GRAND FORKS – A Grand Forks Police Department detective is helping review a petition that recently was filed at City Hall in hopes of forcing a citywide vote on a major new corn-milling plant.
City leaders say it’s part of a basic review to ensure the petition itself is properly vetted. But it has planted suspicion among petitioners, who bristle at the possibility of police involvement in an elections-related matter.
“Very disappointed with the city’s approach to silence the will of the people. Rest assured, we will not back down easily, or at all,” Senta Grzadzielewski, a petition supporter, posted on the Facebook page where much of the signature-collecting was organized. “The people deserve their voice to be heard.”
Top city leaders argue there’s nothing inappropriate about the department’s involvement, which is meant to provide another layer of vetting. City Council President Dana Sande even posted a response below Grzadzielewski’s comment on Thursday afternoon.

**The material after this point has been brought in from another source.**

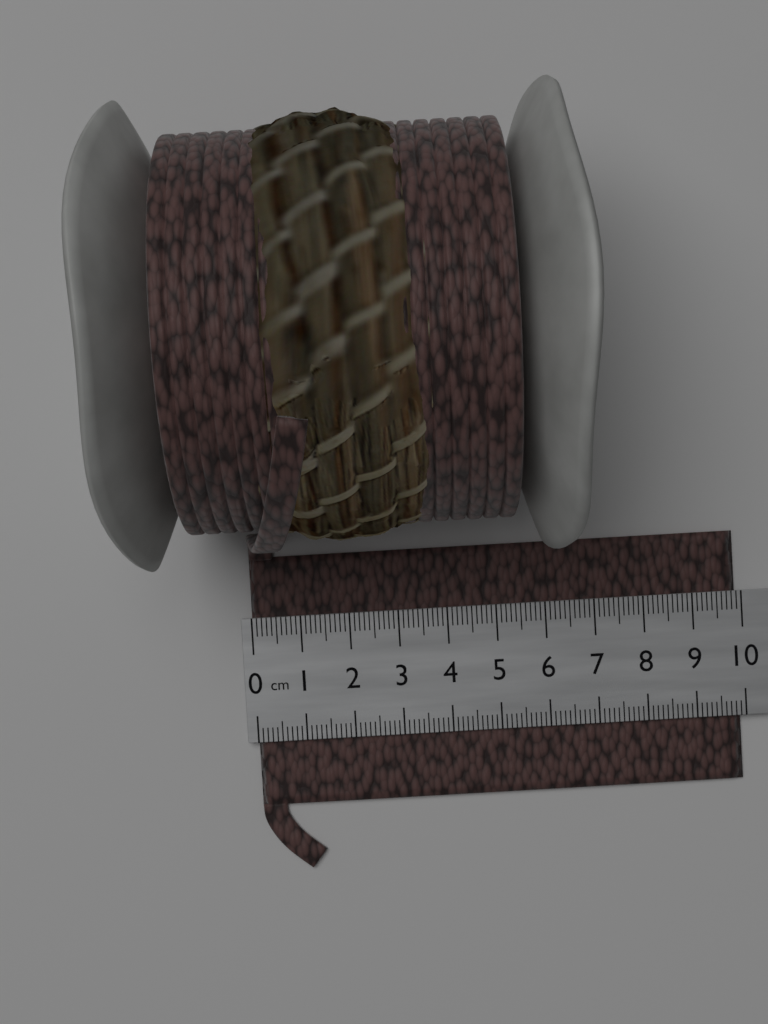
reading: 9.9 cm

RELATED: Fufeng petition collects more than 5,300 signatures
ADVERTISEMENT
“Like with every referendum, to make sure it is legal, the city must validate the petitions,” Sande wrote. “This is done (apparently) in multiple ways, including interviewing those who collected signatures, to make sure it is legal so it can go to the vote. … This isn't meant to stop it, it's meant to make sure it can move forward.”
The police detective’s involvement comes as the city seeks to vet the petition process within a key 20-day review window that began when signatures were filed last week. During that time, city staff are expected to weed out ineligible signatures – people who aren’t residents of Grand Forks, for instance.
If the number of signatures reaches the legal threshold of 3,617 — and the petition itself is judged to have legal merit — then the petition is expected to force a vote on the future of a development agreement with a subsidiary of Fufeng Group, which is planning a new agribusiness plant on the city’s northern edge.
Andrew Stein, a spokesman for the Grand Forks Police Department, said in an email the department has “no vested interest either way.”
“(We) were only asked to assist in calling a random sampling of those individuals that signed the petition,” Stein told the Grand Forks Herald in an email. “We were provided with a set list of questions and sampling of people to ask.”
City Attorney Dan Gaustad said it was his decision to refer a portion of the vetting to the Grand Forks Police Department. He said that while city staff will be focused on verifying individual signatures, the police detective will ask questions about the way in which those signatures were gathered.
He also acknowledged petitioners’ suspicions about police involvement — that it might have an unnecessarily intimidating effect on petitioners.
“We discussed that very thing and that's not the intention,” Gaustad said. “This is not a criminal investigation at all. It is to assist my office and city auditor's office in evaluating the sufficiency of what was submitted.”
ADVERTISEMENT
There are two sets of questions — one for people who signed the petition, and others for those who circulated it. Those were provided to the GFPD, which will reach out to randomly selected people who signed or circulated the petition.
The GFPD also released those lists of questions to the Herald. They ask about names, addresses, and if the person lived at that address for at least 30 days before signing the petition. They ask signers detailed questions about which documents they were shown when signing the petition — such as the development agreement and others that could be referred to city voters for review.
Notably, they also ask of signatories: “When obtaining your signature, did you feel pressured to sign?”
Gaustad said there is no penalty for a person who does not respond.
The plant project is a darling of city leaders, who see it as an economic boost for the region, bringing 200 direct jobs and indirectly creating potentially hundreds more. But plant opponents have questioned Fufeng Group’s ties to China, where it is headquartered, as well as the plant’s impact on local water supply, traffic and the environment.
The use of police scrutiny appears to be a departure from how the city reviewed petitions submitted in late 2016 to force a similar vote on the future of Arbor Park, a beloved “pocket park” space along downtown Fourth Street. Though petitions were closely reviewed by city staff, no police involvement was reported, and City Administrator Todd Feland said this week that he did not recall if there was any.
Feland said the referral processes that lead to such citywide votes are unusual, though, with little precedent — and the one now unfolding is under a different city attorney than the city relied upon during 2016.
Gaustad said he couldn’t speak to decisions made in 2016, but said the police department’s involvement made intuitive sense for fact-finding purposes. He said the Bureau of Criminal Investigation had been recently involved in a review of a statewide petition.
ADVERTISEMENT
He added that he hopes to see the city render a decision on the petition’s future as soon as April 11.